The principle here is that you can only manage what you measure. In the startup phase or in a very small business, this can at times simply be a gut check, an instinct without actual hard data. As a business grows, however, this no longer works. Accurate, dependable data becomes essential to the health of a business. For large companies this has usually been created and managed through CRM (customer relationship management), ERP (enterprise resource planning) and various other systems critical to a particular business. As the explosion of options continues in the world of software and technology, more of these become available to even small businesses. However, they are not required for basic management in businesses under a certain size, and most do not realize how much they need good data for effective management.

What is critical is that you cannot manage what is not being measured—somehow, in some way. While we ran our accounting through QuickBooks until quite recently, most of the data we got from accounting software only told us where we had been—it was only a rearview mirror of sorts. It’s hard to drive forward looking only in the rearview mirror. Drivers need reference points out ahead, signposts advising about future conditions, traffic lights to avoid collisions and the occasional speed bump to force them to slow down.
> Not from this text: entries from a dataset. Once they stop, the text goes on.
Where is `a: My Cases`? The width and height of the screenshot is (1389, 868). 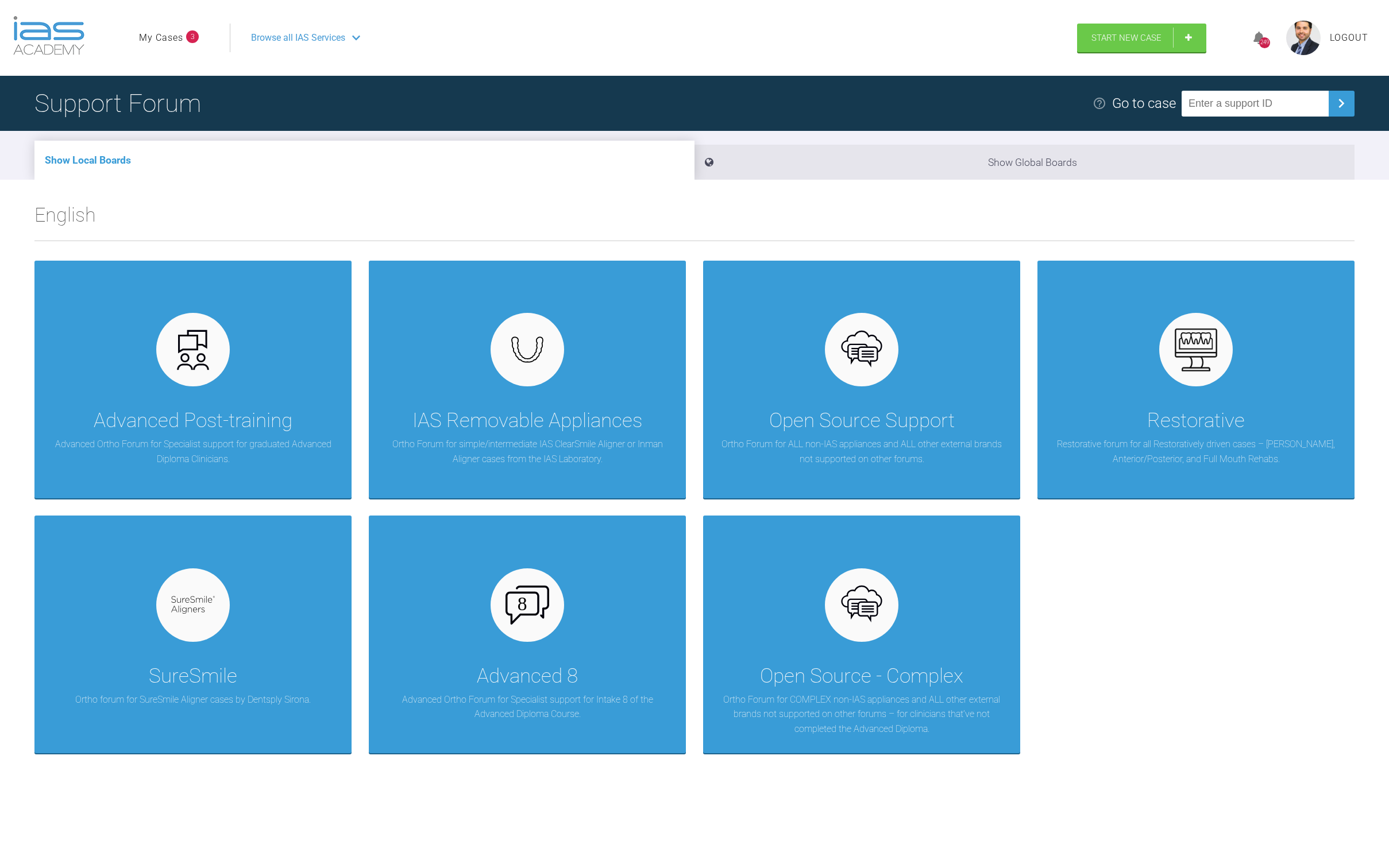 a: My Cases is located at coordinates (160, 38). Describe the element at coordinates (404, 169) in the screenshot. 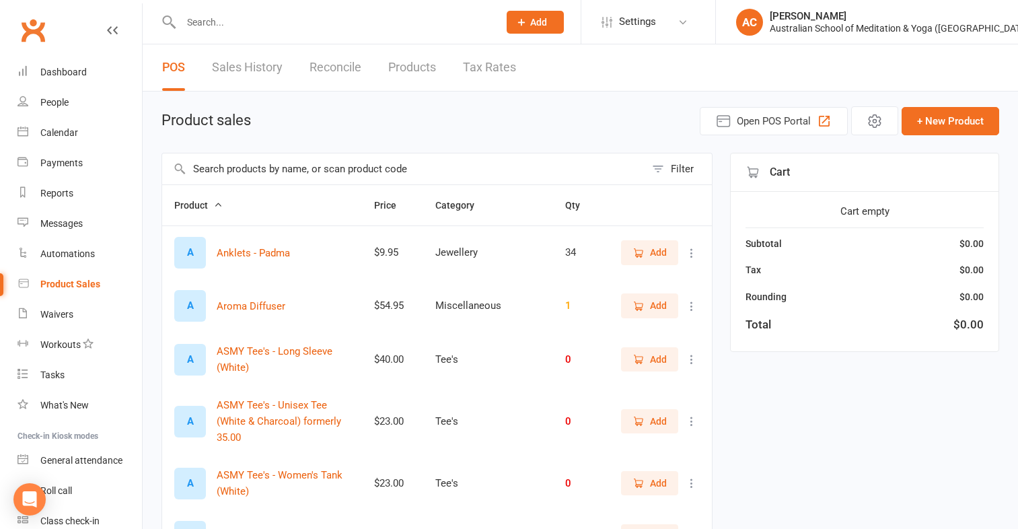

I see `input: Search products by name, or scan product code` at that location.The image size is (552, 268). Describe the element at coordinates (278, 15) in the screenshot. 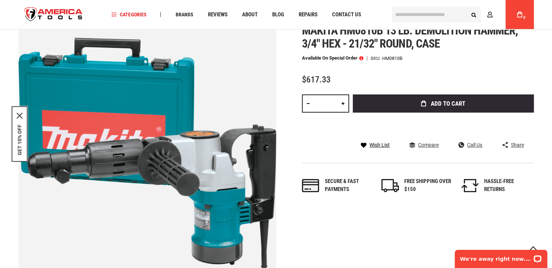

I see `span: Blog` at that location.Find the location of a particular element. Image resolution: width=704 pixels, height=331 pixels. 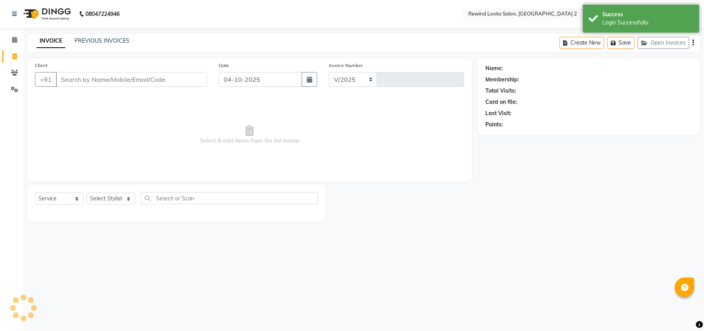

label: Client is located at coordinates (41, 66). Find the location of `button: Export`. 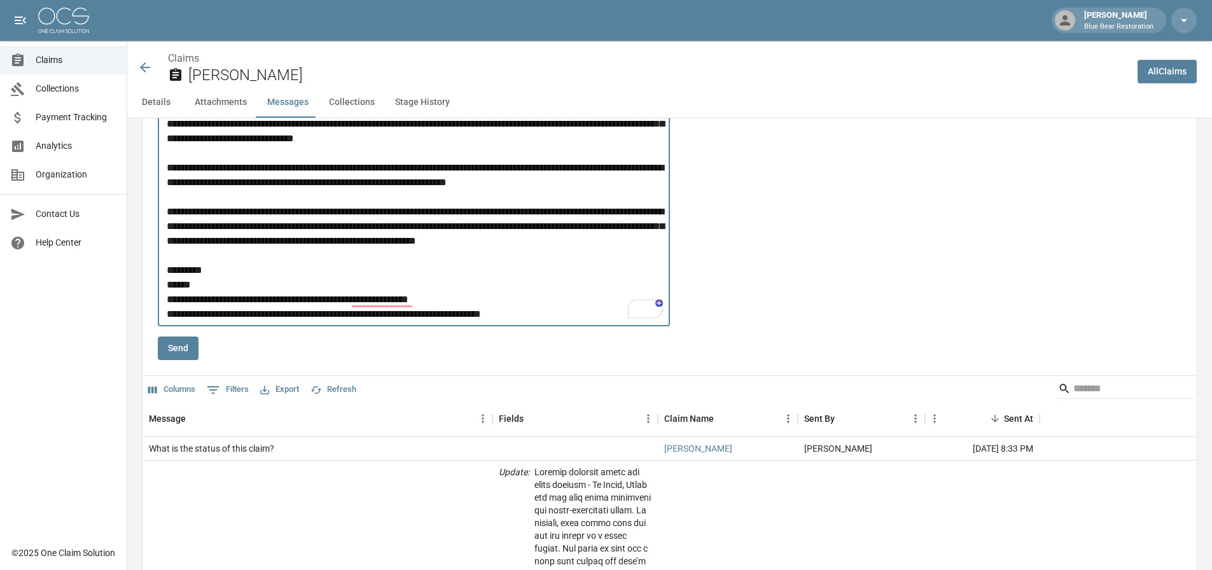

button: Export is located at coordinates (279, 389).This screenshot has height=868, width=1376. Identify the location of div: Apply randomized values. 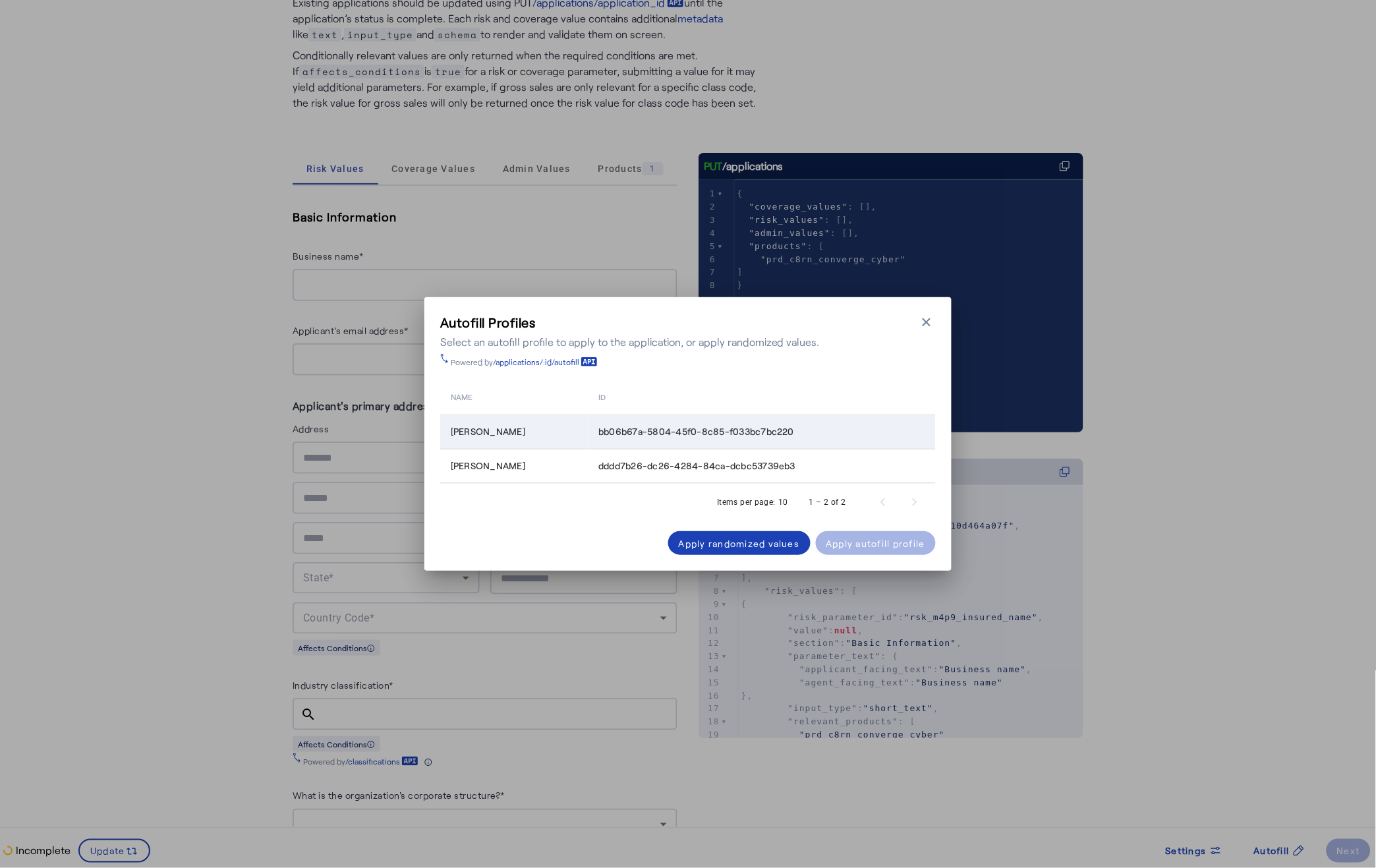
(740, 543).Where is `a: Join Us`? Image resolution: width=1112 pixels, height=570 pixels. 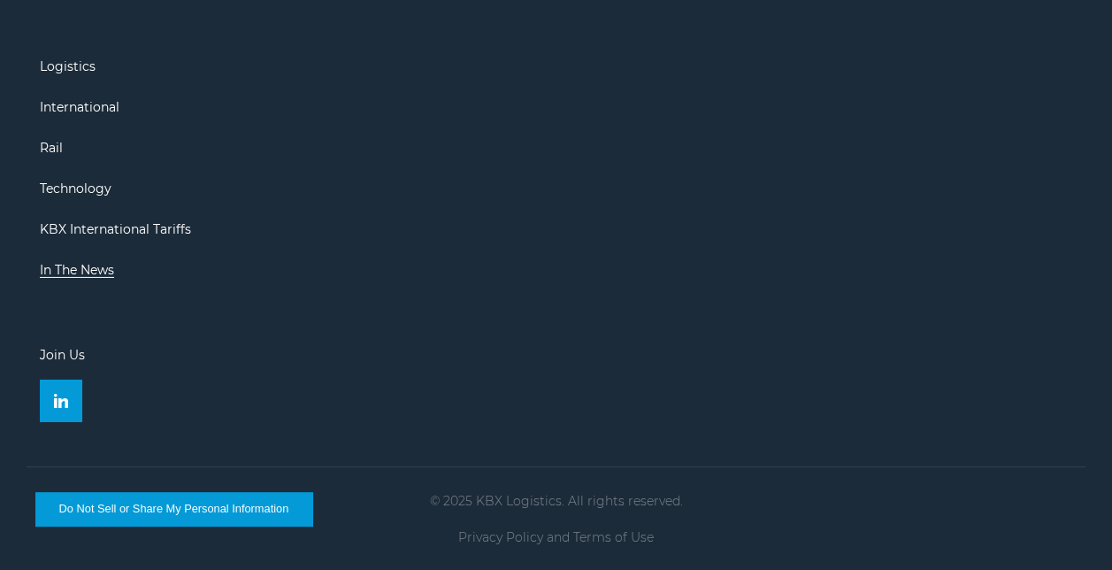 a: Join Us is located at coordinates (62, 355).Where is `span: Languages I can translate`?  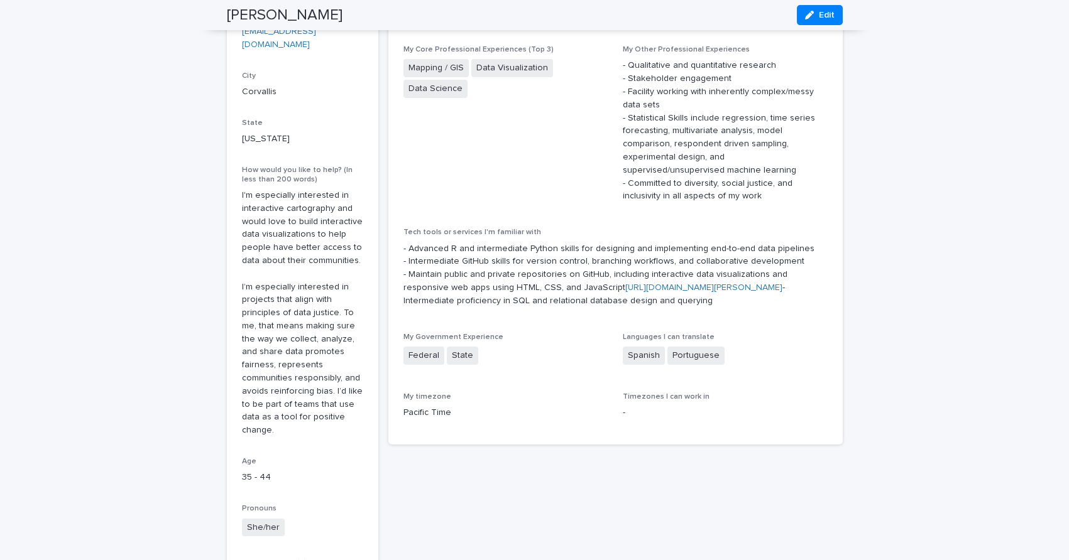 span: Languages I can translate is located at coordinates (669, 337).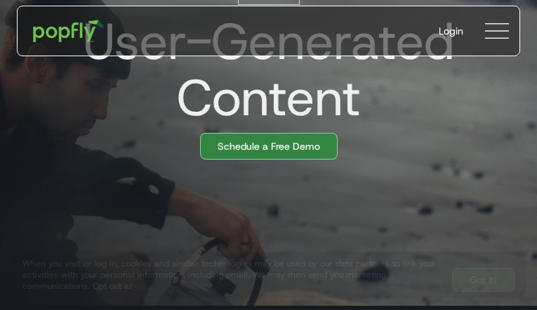  Describe the element at coordinates (451, 31) in the screenshot. I see `div: Login` at that location.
There are many different business models: some companies are manufacturers who wholesale their product. Some are retailers with no manufacturing operations. Others work only in distribution. Increasingly there are very specialized operators focusing on only a small facet of the shed business. There are also companies that are vertically integrated and operate in all facets of the industry, from manufacturing to retail, distribution, service and account management for rent-to-own contracts or financing programs.

This complicates the standardizing of KPI’s (key performance indicators) that can be shared across the industry but shouldn’t restrict you from deploying the most basic kind of KPI’s – those for your company, measuring your company’s performance against historical data. This is the only way to know whether you are improving effectiveness and efficiency, or whether you are in a stall.  In future articles, I hope to dive more deeply into some of the essential areas to measure in a shed company.  For now, here are a few quick pointers to help you begin measuring what matters.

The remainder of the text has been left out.